Alzheimer's - Dementia, Author Interviews, Brigham & Women's - Harvard, Gender Differences, JAMA, Menopause / 03.04.2023
Alzheimer’s Disease: Long Gap Between Menopause and Hormone Therapy Might Raise Tau Burden
MedicalResearch.com Interview with:
Rachel Buckley, PhD
Assistant Professor
Department of Neurology
Massachusetts General Hospital/Harvard Medical School
MedicalResearch.com: What is the background for this study?
Response: While a fair amount of studies have focused on the effects of menopause and hormone therapy on risk of dementia, far fewer studies have tested their association with the biology of Alzheimer’s disease, namely amyloid and tau. This is critical to know given that it still remains unclear what might be the driving mechanism of the menopause transition on risk for dementia. This is what our study set out to investigate.
This study is one of the first to report a link between women’s age at menopause and tau in the brain, which we measured with positron emission tomography neuroimaging. We found that in multiple areas of the brain that tend to be most likely to show higher tau in women than men, women with earlier age at menopause and elevated levels of amyloid showed higher levels of tau than those who reported an average age at menopause (~50 years in the United States). Women who reported premature menopause (<40 years at menopause onset) exhibited a much higher risk of tau in the brain. This supports the notion that longer exposure to estrogen throughout life might be protective against Alzheimer’s disease.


**PROBLEM REQUIREMENTS:** A verbatim reproduction of the following listing is required; omit the pictures.

**PROVIDED INFORMATION:**

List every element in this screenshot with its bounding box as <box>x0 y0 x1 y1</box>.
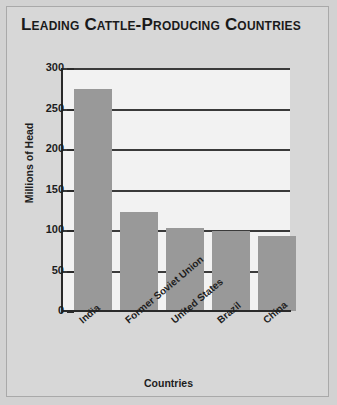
bar <box>74 89 112 311</box>
y-axis-label: Millions of Head <box>23 108 35 218</box>
y-tick-label: 150 <box>34 183 64 195</box>
y-tick-mark <box>67 109 74 111</box>
y-tick-mark <box>67 149 74 151</box>
x-axis-label: Countries <box>7 377 330 389</box>
y-tick-label: 200 <box>34 142 64 154</box>
y-tick-label: 50 <box>34 264 64 276</box>
bar <box>212 231 250 311</box>
bar <box>258 236 296 311</box>
chart-figure: Leading Cattle-Producing Countries 05010… <box>6 6 329 397</box>
x-axis-category-labels: IndiaFormer Soviet UnionUnited StatesBra… <box>62 311 302 381</box>
y-tick-mark <box>67 190 74 192</box>
y-tick-label: 250 <box>34 102 64 114</box>
y-tick-label: 100 <box>34 223 64 235</box>
y-tick-mark <box>67 230 74 232</box>
y-tick-label: 300 <box>34 61 64 73</box>
y-tick-mark <box>67 68 74 70</box>
y-tick-label: 0 <box>34 304 64 316</box>
y-tick-mark <box>67 271 74 273</box>
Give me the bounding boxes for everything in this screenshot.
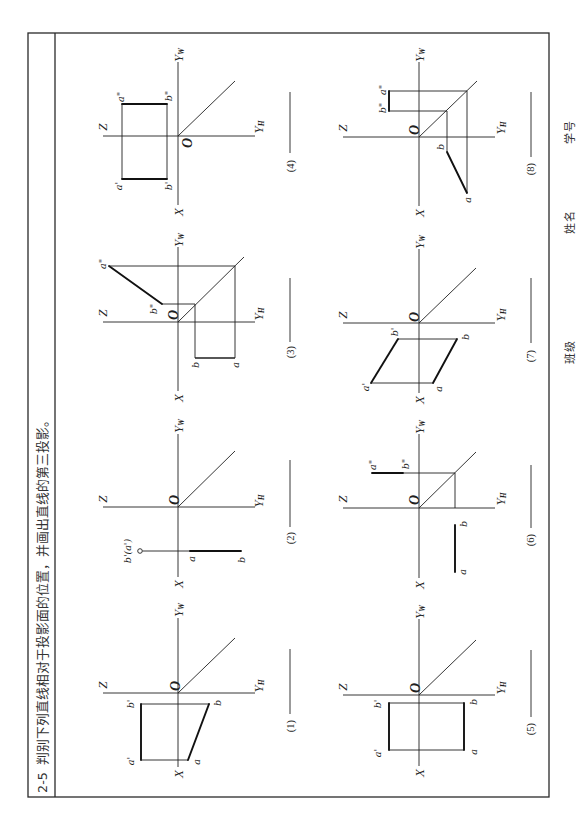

**ANSWER TO THE PROBLEM:**
List every element in this screenshot with its bounding box as <box>x0 y0 x1 y1</box>.
bar <box>74 89 112 311</box>
y-axis-label: Millions of Head <box>23 108 35 218</box>
y-tick-label: 150 <box>34 183 64 195</box>
y-tick-mark <box>67 109 74 111</box>
y-tick-mark <box>67 149 74 151</box>
x-axis-label: Countries <box>7 377 330 389</box>
y-tick-label: 200 <box>34 142 64 154</box>
y-tick-label: 50 <box>34 264 64 276</box>
bar <box>212 231 250 311</box>
bar <box>258 236 296 311</box>
chart-figure: Leading Cattle-Producing Countries 05010… <box>6 6 329 397</box>
x-axis-category-labels: IndiaFormer Soviet UnionUnited StatesBra… <box>62 311 302 381</box>
y-tick-mark <box>67 190 74 192</box>
y-tick-label: 250 <box>34 102 64 114</box>
y-tick-label: 100 <box>34 223 64 235</box>
y-tick-mark <box>67 230 74 232</box>
y-tick-label: 300 <box>34 61 64 73</box>
y-tick-mark <box>67 68 74 70</box>
y-tick-label: 0 <box>34 304 64 316</box>
y-tick-mark <box>67 271 74 273</box>
Give me the bounding boxes for everything in this screenshot.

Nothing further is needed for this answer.